Paul Clarke has a big article in the SF Chronicle about vermouth. My favorite part was the history, most of which I didn't know:
Vermouth's commercial origins date to 1786, when Antonio Benedetto
Carpano began marketing the aromatized wine he produced in Turin, but
the consumption of vermouth and its precursors stretches back
centuries. Typically made from neutral-character dry white wines that
have been flavored with herbs, roots and barks - typically including
cardamom, cinnamon, marjoram and chamomile - and then fortified with a
neutral grape spirit, vermouth is classically made - and named - for
another botanical: wormwood (the plant's name in Old High German is
Wermud).
Used as a treatment against intestinal worms, wormwood has been
added to wine and ale since at least the time of Greek mathematician
Pythagoras, and wine infused with herbs including wormwood was utilized
as a tonic and medical treatment by Hippocrates.
By the late 17th century, homemade vermouths were commonly made in
the Piedmont region of Italy. In the decades following Carpano's
commercial debut, other vermouth makers began production in Turin: The
Cinzano family opened their facility in 1816. Martini & Rossi, now
the largest manufacturer of vermouth, started production in 1863.
In 1813, Joseph Noilly created the style that came to be known as
dry vermouth or French vermouth. By 1855, Noilly's son, Louis, and his
brother-in-law, Claudius Prat, were producing Noilly Prat dry vermouth
in the southern French village of Marseillan. Like the Italian firms,
Noilly uses white grapes, specifically Clairette and Picpoul grapes
grown in the Languedoc region of France, but doesn't color the wine.
Starting with the aptly named Vermouth Cocktail, which debuted in
print in 1869 and is composed of chilled vermouth with a twist of lemon
peel, occasionally accented with dashes of bitters and maraschino
liqueur - ample quantities of vermouth were consumed in cocktails in
the decades that followed its mixological debut.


TASK DIRECTIONS ->
Below are some entries. Copy each line in them that holds "liver".

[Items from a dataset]
--- --- ---

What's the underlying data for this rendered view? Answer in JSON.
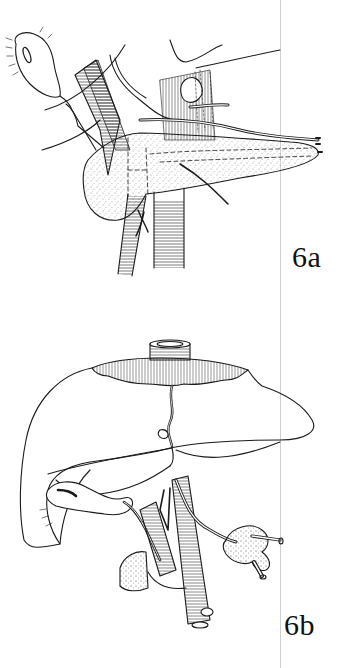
{
  "figures": [
    {
      "id": "6a",
      "label": "6a",
      "description": "Line drawing: pancreas with dotted texture overlying aorta and vena cava, splenic vessels running along its upper border, gallbladder at upper left",
      "structures": [
        "gallbladder-icon",
        "pancreas-icon",
        "aorta-icon",
        "vena-cava-icon",
        "splenic-artery-icon",
        "portal-vein-icon",
        "bile-duct-icon"
      ]
    },
    {
      "id": "6b",
      "label": "6b",
      "description": "Line drawing: liver with diaphragm cuff and hepatic vein at top, gallbladder under right lobe, vessels and ducts descending to duodenum/pancreas segment",
      "structures": [
        "liver-icon",
        "diaphragm-cuff-icon",
        "vena-cava-icon",
        "gallbladder-icon",
        "portal-vein-icon",
        "aorta-icon",
        "duodenum-icon",
        "kidney-fragment-icon"
      ]
    }
  ],
  "colors": {
    "ink": "#1a1a1a",
    "paper": "#ffffff",
    "rule": "#cfcfcf"
  }
}
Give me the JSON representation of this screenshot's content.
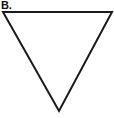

--- --- ---

YOUR RESPONSE ->
      "description": "Line drawing: liver with diaphragm cuff and hepatic vein at top, gallbladder under right lobe, vessels and ducts descending to duodenum/pancreas segment",
        "liver-icon",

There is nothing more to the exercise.